Sunday, December 20, 2009

Paul Samuelson (RIP)



Paul Samuelson, who died yesterday, aged 94, was probably the most influential American economist of the 20th century. Certainly, no thinker did more to turn economics from a scattered selection of ideas into a social science.

Paul Samuelson

What makes economies grow? When and why do companies choose to invest? Does international trade cost jobs? There weren't many big questions in economics that Samuelson didn't lend his brain to. He once boasted: "My finger has been in every pie." When they started a Nobel Prize for economics in 1969, they gave the second award to him.

As his friend Paul Krugman has commented:

"[M]ost economists would love to have written even one seminal paper - a paper that fundamentally changes the way people think about some issue. Samuelson wrote dozens: from international trade to finance to growth theory to speculation to well, just about everything, underlying much of what we know is a key Samuelson paper that set the agenda for generations of scholars."

Samuelson did much to bring maths into the subject - in The Foundations of Economic Analysis he showed his fellow economists how equations could help them predict how households and businesses would behave. Critics now would say the mathematical turn took the subject away from the real world - eventually giving economists too much faith in abstract models, like the complex equations for estimating risk which have lately got the financial markets into so much trouble.

But if there's a link between Samuelson and our current troubles - and frankly I think it's a bit mean to draw one - it's a link that goes to the core of all of modern economics. For, whatever economics is today, for good and bad, it is, in no small part thanks to him.

His most famous student was a recently elected John F Kennedy, to whom he gave his first economics class on a beach near the Kennedy compound in New England in 1960.

With his seminal textbook - Economics - Samuelson brought the ideas of John Maynard Keynes to generations of students around the world.

As I discussed in my recent Analysis programme, ( The Economist's New Clothes ), some of Keynes insights - especially about the nature of uncertainty - got lost in Samuelson's effort to incorporate Keynes into the mainstream. But had it not been for Samuelson, Keynes might not have found his way into the standard textbooks at all.

Samuelson was lucky to have come to the subject when he did - when modern economics was just beginning. It would be all but impossible for one individual to leave such a mark today. "I don't care who writes a nation's laws - or crafts its advanced treatises" - he once said. "if I can write its economics textbooks".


#### PROBLEM:
Below are records; from the line containing "Image resolution: width=466" through the very last line, output each line exactly. No pictures.

#### Stored records:
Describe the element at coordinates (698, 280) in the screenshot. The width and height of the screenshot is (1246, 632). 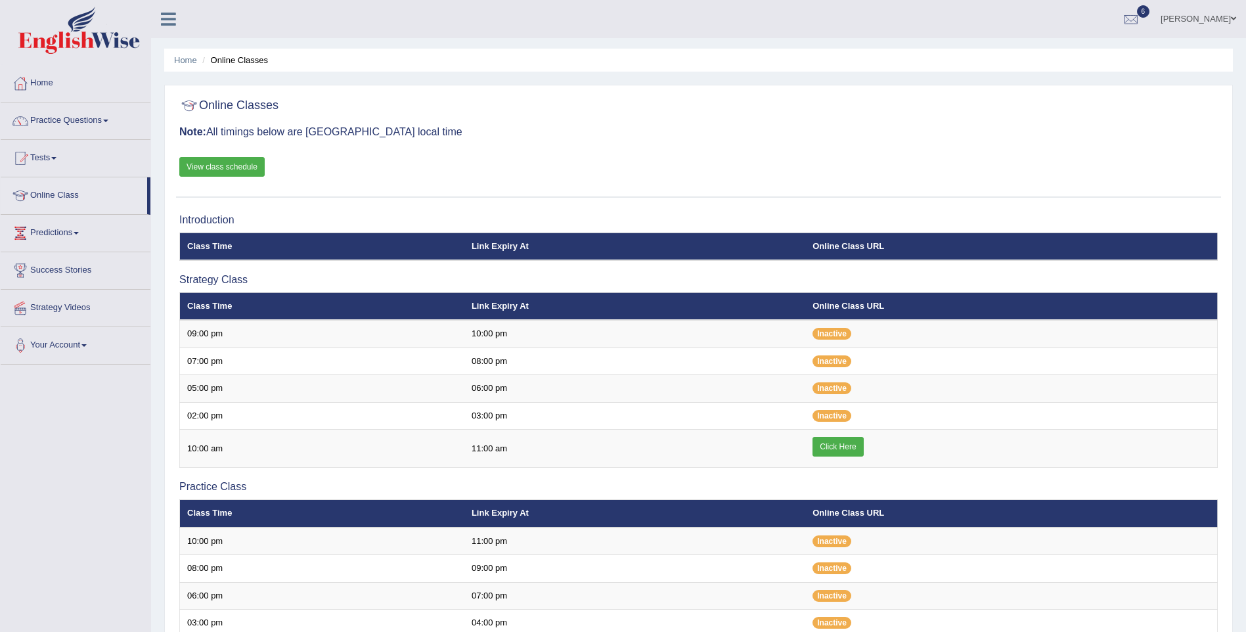
I see `h3: Strategy Class` at that location.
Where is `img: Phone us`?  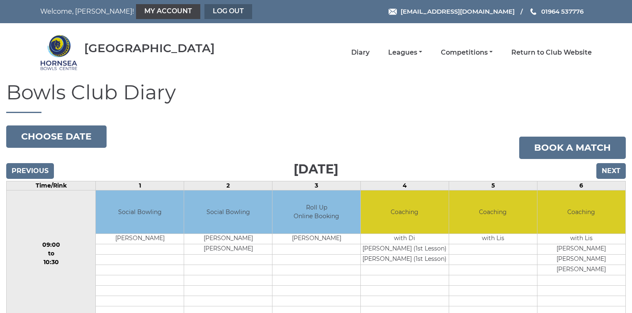 img: Phone us is located at coordinates (533, 12).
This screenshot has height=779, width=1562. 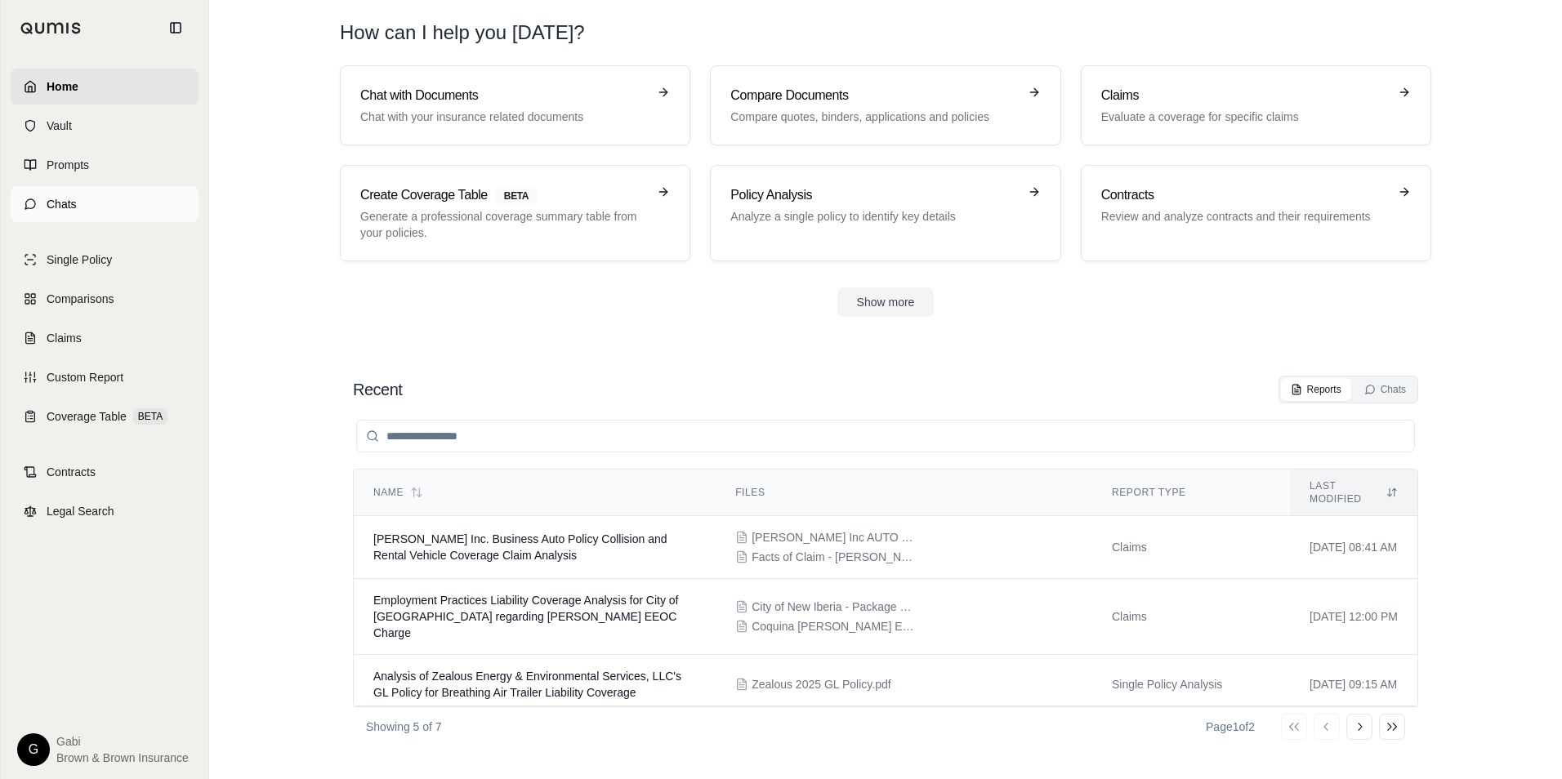 I want to click on a: ClaimsEvaluate a coverage for specific claims, so click(x=1256, y=105).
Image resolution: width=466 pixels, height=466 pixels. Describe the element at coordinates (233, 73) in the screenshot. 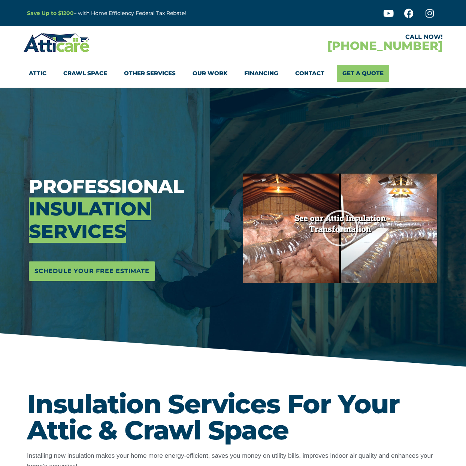

I see `nav: Menu` at that location.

#### WRITTEN SOLUTION:
Image resolution: width=466 pixels, height=466 pixels. Describe the element at coordinates (233, 73) in the screenshot. 

I see `nav: Menu` at that location.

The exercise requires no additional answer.